Chapter 63
“WHAT HAVE YOU been up to, O’Hara?”
“Oh, this and that. You know me, I keep myself busy. How about our little test on the late Connor Brown?”
“Nothing… nada… zip,” said Susan, disappointed.
After two days of waiting at my temporary apartment, I got a call from her late in the afternoon. Connor Brown’s second autopsy report had just landed on her desk. Susan told me that the more comprehensive tests showed basically the same result. The guy died of cardiac arrest. No sign of foul play. Nothing. Nada. Zip.
“Was there anything this time around that the first autopsy didn’t show?” I asked.
“Only a pretty nasty ulcer,” she said. “Of course, with a guy working in finance who dies of a heart attack at forty, there’s no real big surprise there.”
“No, I suppose not. That was it, nothing else?”
“Oh, you mean, besides the abrasions from the body falling out of the coffin?”
“Shit, the kid from the pathology lab squealed, didn’t he?”
“No, actually it was the cop who’s still throwing up three days later, thanks to you.”
I found myself smiling at an old image in my memory file.
“It was a dirty job and somebody had to help do it.”
“Somebody besides you, naturally.”
“Hey, the guy didn’t laugh at my jokes.”
“Say no more.”
“So, I guess it’s time to give Nora a call.”
“I had a thought on that,” she said. “Maybe you should stall on the test results, see if she starts to get shaky.”
“Were it anybody else, I’d say yes. Not with Nora, though. The only thing she’d get is more suspicious. I’m afraid she’d pull back.”
“You sure about that?”
“Sure as I can be. I think if there’s a break to be had with her, it comes when she believes everything is hunky-dory.”
“As in, the money is on its way?”
“Right. Let her know for a fact she’s about to become one point nine million dollars richer.”
“That would make me feel hunky-dory.”
“You and me both.”
“This means you’re going to have to work faster,” Susan said. “As excuses go, ‘the check is in the mail’ buys you only so much time.”
“Shouldn’t be a problem. Craig Reynolds has built up a lot of goodwill with her. Even more so when I call with the good news.”
“Just remember one thing,” said Susan. There’s always “one thing” more with her.
“What’s that? Today’s ‘one thing more’?”
“While you’re working to get Nora to drop her guard, make sure you don’t drop yours.”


> [EXERCISE DIRECTIONS] Look through the listing below, find every line with the string "Full", and copy it.
*** RECORDS SHOWN Section Begins ***
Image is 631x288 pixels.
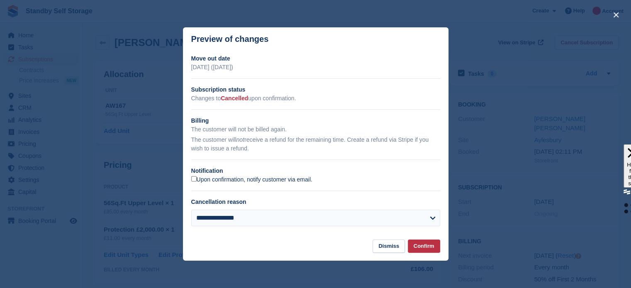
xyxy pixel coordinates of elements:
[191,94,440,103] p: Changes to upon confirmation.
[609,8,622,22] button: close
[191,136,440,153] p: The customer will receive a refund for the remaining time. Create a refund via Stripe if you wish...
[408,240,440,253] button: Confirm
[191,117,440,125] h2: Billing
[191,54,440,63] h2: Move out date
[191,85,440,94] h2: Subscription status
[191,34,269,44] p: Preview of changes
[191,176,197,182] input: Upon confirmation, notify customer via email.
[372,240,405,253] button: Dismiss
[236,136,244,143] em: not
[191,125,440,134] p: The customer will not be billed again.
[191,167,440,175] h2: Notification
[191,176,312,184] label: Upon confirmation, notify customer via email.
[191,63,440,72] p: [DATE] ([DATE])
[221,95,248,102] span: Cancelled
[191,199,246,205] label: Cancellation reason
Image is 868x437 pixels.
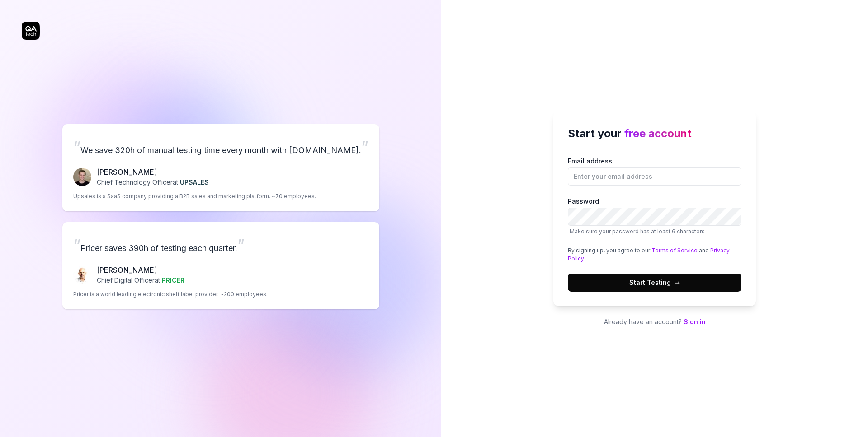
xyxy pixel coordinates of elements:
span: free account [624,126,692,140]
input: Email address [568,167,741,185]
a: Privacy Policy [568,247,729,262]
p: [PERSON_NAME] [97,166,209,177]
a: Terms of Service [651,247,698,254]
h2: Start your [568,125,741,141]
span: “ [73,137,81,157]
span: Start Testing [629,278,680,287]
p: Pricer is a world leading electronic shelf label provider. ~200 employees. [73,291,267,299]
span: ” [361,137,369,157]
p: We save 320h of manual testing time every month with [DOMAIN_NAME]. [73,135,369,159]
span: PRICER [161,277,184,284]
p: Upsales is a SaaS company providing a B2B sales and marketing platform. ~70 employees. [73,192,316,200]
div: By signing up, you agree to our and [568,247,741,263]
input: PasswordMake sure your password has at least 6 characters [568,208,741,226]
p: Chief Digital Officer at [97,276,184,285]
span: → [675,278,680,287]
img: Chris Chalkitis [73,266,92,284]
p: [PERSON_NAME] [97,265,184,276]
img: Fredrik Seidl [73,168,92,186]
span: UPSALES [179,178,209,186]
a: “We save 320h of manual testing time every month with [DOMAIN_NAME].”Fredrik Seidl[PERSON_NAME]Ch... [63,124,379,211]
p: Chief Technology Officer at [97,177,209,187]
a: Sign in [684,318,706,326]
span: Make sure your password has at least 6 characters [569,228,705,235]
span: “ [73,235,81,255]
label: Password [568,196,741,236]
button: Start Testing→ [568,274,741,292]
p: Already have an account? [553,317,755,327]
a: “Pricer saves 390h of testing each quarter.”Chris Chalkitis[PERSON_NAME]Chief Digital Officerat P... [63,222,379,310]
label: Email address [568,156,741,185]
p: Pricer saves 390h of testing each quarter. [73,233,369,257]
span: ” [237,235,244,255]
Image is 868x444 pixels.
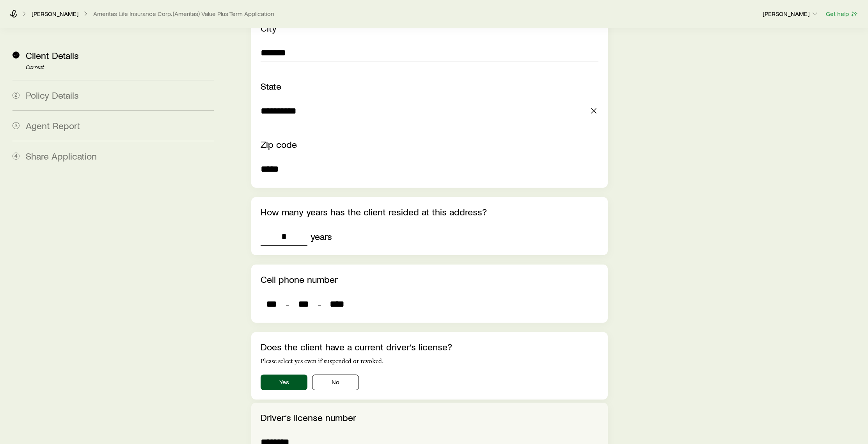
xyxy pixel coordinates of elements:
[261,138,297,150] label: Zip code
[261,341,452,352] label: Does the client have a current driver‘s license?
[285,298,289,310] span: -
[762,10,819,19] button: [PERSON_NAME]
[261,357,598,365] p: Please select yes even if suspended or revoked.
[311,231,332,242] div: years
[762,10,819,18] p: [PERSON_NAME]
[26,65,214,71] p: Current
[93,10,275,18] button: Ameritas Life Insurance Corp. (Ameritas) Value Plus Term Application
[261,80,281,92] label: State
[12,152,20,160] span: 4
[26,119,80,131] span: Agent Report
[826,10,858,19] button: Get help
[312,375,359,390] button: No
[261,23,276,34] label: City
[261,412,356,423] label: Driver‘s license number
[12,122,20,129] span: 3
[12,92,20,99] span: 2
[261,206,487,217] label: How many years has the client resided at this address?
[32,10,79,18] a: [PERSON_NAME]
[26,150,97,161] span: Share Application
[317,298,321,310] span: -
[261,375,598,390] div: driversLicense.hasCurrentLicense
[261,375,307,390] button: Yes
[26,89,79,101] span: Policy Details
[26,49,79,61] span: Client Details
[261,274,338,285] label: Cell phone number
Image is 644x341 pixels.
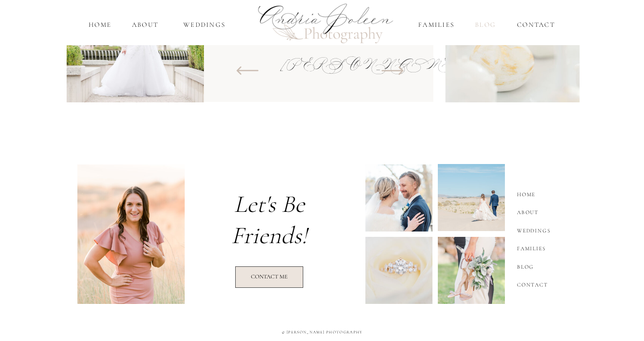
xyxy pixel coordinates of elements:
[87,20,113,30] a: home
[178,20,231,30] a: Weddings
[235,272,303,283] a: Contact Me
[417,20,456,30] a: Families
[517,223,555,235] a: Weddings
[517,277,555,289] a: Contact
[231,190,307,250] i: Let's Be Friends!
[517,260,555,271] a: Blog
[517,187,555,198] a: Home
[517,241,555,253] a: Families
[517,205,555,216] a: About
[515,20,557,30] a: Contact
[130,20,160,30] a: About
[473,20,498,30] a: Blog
*** RECORDS SHOWN Section Ends ***
*** RECORDS SHOWN Section Begins ***
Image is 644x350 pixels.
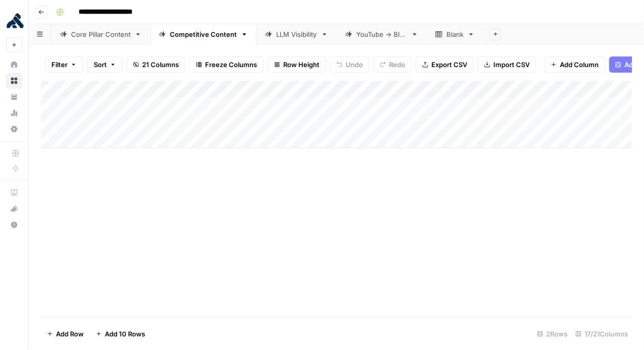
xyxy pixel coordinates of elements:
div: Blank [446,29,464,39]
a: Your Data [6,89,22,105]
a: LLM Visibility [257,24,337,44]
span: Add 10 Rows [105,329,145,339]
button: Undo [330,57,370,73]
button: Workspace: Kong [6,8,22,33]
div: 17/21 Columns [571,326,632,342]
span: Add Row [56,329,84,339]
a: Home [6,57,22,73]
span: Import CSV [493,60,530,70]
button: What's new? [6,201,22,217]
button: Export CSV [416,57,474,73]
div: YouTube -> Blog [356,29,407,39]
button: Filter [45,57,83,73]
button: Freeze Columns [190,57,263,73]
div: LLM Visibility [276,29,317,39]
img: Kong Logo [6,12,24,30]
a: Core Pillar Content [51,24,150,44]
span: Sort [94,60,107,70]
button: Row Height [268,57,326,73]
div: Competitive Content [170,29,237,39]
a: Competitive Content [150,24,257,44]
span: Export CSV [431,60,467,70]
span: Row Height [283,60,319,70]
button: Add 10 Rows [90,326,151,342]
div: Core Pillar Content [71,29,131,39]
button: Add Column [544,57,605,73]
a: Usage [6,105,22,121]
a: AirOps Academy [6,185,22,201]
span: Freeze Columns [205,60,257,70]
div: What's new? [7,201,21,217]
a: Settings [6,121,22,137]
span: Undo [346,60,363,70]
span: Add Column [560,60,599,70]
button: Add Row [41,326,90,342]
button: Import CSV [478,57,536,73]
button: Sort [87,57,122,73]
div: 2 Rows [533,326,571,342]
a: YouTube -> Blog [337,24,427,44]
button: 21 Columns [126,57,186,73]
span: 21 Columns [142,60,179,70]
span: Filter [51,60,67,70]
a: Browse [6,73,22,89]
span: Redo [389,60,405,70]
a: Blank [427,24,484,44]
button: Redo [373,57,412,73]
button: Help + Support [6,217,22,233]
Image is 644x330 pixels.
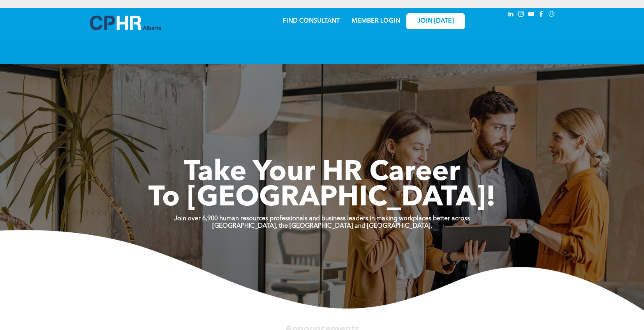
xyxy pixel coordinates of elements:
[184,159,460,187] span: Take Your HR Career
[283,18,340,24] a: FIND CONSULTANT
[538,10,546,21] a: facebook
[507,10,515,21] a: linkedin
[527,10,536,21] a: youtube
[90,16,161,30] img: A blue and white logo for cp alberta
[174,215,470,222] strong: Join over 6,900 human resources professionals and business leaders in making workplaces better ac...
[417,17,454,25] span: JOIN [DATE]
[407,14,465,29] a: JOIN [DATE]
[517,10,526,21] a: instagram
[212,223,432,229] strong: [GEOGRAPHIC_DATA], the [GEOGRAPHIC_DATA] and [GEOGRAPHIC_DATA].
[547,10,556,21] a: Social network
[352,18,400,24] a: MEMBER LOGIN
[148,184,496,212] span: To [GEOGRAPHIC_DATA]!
*** RECORDS SHOWN Section Ends ***
*** RECORDS SHOWN Section Begins ***
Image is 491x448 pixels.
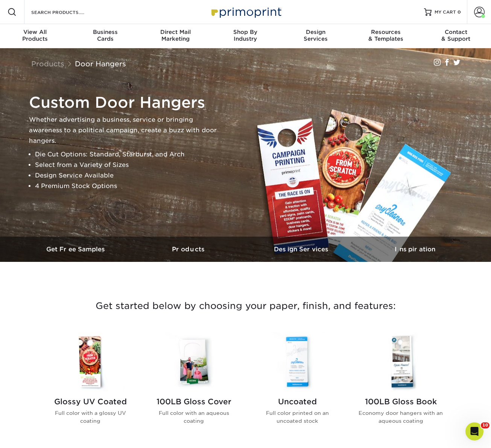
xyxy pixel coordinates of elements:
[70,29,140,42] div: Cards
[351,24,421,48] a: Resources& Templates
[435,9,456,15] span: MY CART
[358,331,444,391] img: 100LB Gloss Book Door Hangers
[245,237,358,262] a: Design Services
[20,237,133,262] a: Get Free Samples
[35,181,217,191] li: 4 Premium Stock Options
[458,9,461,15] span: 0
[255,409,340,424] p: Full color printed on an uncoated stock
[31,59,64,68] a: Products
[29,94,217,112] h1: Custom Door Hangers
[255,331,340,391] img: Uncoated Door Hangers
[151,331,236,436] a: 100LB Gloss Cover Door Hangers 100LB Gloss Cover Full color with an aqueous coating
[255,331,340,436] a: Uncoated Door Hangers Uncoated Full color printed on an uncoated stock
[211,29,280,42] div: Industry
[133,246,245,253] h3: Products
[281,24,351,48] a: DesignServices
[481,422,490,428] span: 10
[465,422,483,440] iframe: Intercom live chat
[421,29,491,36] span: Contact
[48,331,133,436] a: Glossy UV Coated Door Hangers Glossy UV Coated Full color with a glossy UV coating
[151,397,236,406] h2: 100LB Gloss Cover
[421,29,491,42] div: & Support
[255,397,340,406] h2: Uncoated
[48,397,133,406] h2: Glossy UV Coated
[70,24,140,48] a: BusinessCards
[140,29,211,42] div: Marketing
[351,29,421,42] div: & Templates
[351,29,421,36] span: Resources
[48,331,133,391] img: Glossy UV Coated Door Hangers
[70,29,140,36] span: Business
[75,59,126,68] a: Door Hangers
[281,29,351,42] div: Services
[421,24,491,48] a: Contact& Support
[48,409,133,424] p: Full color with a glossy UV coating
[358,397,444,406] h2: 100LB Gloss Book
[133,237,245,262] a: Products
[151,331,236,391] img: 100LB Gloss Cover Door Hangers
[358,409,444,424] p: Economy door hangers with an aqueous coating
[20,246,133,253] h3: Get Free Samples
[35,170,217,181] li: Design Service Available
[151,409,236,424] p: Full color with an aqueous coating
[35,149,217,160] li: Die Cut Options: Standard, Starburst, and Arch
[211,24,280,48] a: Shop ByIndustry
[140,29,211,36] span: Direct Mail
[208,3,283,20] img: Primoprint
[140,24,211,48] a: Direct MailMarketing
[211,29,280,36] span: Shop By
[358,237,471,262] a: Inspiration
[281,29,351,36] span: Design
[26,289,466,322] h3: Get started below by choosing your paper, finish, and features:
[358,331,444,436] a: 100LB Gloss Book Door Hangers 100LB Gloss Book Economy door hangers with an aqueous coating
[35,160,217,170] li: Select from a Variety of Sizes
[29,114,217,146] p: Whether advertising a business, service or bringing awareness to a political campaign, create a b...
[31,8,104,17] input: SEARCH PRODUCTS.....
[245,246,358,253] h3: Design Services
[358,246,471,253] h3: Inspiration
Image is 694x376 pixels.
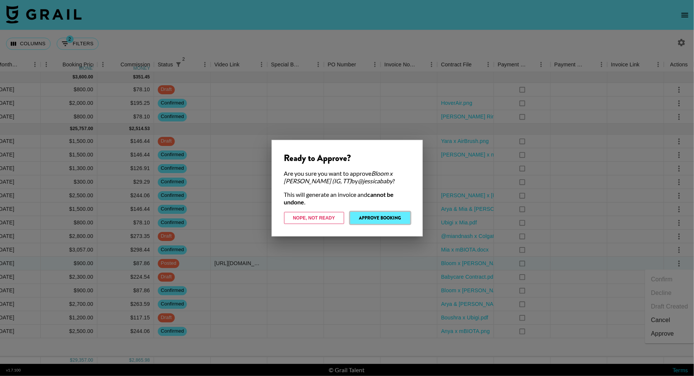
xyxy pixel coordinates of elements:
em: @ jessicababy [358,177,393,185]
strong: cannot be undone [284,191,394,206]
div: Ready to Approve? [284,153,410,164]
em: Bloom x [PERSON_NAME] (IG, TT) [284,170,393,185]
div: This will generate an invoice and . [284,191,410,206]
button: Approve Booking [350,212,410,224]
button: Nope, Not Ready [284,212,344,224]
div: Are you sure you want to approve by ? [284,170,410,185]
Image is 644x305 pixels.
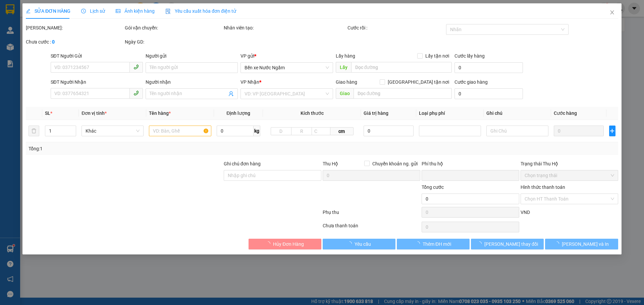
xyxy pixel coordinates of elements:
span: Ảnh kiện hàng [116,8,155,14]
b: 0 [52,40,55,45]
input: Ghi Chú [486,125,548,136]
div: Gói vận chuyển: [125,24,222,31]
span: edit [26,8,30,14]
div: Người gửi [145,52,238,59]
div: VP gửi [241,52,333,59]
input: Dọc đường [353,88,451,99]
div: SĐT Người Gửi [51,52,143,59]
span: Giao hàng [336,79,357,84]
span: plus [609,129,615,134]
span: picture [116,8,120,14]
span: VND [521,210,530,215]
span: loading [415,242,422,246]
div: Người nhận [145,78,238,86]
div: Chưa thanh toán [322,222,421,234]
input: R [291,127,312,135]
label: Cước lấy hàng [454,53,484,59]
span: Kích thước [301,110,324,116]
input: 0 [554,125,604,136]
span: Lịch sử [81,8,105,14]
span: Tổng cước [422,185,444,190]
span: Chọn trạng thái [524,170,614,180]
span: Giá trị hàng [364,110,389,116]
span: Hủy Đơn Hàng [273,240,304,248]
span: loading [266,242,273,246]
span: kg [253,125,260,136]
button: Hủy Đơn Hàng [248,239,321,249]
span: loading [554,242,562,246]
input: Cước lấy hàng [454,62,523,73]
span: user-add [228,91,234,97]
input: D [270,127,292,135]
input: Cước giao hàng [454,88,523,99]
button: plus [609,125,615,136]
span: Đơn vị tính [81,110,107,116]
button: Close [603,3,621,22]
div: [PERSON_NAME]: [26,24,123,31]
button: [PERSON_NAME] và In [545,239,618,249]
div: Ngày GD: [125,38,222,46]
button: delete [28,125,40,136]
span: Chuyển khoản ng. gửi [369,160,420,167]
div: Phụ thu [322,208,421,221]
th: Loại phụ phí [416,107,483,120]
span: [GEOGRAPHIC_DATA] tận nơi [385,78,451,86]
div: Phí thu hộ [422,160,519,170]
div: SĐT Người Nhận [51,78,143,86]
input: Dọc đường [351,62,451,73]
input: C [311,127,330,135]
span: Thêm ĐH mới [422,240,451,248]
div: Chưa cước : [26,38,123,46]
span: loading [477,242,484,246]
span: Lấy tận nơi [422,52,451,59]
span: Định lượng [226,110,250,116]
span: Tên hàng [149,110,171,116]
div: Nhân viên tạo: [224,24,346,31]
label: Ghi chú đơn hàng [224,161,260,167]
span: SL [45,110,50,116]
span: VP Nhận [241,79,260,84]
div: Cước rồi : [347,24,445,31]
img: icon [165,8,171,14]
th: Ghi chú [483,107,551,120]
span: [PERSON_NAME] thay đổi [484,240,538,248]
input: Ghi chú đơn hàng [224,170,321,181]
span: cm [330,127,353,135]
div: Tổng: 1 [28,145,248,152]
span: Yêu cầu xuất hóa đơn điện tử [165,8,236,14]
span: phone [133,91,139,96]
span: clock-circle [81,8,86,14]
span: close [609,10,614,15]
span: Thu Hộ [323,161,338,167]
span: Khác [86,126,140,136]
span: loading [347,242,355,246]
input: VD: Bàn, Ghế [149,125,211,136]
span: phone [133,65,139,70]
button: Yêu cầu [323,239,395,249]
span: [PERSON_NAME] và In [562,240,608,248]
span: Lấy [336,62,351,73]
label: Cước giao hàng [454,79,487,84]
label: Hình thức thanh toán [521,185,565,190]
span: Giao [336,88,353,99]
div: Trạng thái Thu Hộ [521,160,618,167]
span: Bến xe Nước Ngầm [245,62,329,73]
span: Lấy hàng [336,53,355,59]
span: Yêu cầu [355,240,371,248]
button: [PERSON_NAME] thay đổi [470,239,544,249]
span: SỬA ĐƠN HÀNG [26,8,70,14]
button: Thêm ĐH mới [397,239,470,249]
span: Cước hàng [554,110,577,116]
*** RECORDS SHOWN Section Ends ***
> [OUTPUT FOR THIS EXERCISE]
[255,409,340,424] p: Full color printed on an uncoated stock
[151,331,236,436] a: 100LB Gloss Cover Door Hangers 100LB Gloss Cover Full color with an aqueous coating
[255,331,340,436] a: Uncoated Door Hangers Uncoated Full color printed on an uncoated stock
[48,331,133,436] a: Glossy UV Coated Door Hangers Glossy UV Coated Full color with a glossy UV coating
[48,409,133,424] p: Full color with a glossy UV coating
[151,409,236,424] p: Full color with an aqueous coating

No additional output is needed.